Vehicles are seen arriving at Royal Lodge at Windsor Castle, Berkshire, on Friday morning
An aerial view of police visiting Royal Lodge in Windsor, Berkshire, on Friday
‘You haven’t got your phone with you. You’ve normally got nothing to read apart from the Codes of Practice if you want something to read.
‘The cells are bare, nothing at all.

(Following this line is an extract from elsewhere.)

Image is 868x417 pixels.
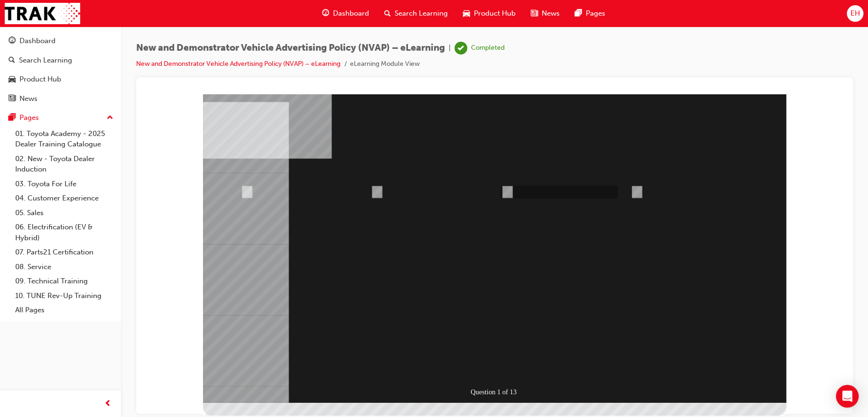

You are sitting there in just your clothes.’
Andrew’s elder brother King Charles has said ‘the law must take its course’ after expressing his ‘deepest concern’ over Thursday’s arrest.
Charles revealed the police would have his ‘wholehearted support and co-operation’ after his younger brother was held on suspicion of misconduct in public office.
The Prince and Princess of Wales also support the King’s unprecedented statement following the arrest of William’s uncle Andrew at Sandringham on Thursday.
The King said in a statement released by Buckingham Palace at midday: ‘I have learned with the deepest concern the news about Andrew Mountbatten-Windsor and suspicion of misconduct in public office.
‘What now follows is the full, fair and proper process by which this issue is investigated in the appropriate manner and by the appropriate authorities. In this, as I have said before, they have our full and wholehearted support and co-operation.
‘Let me state clearly: the law must take its course.
‘As this process continues, it would not be right for me to comment further on this matter. Meanwhile, my family and I will continue in our duty and service to you all’.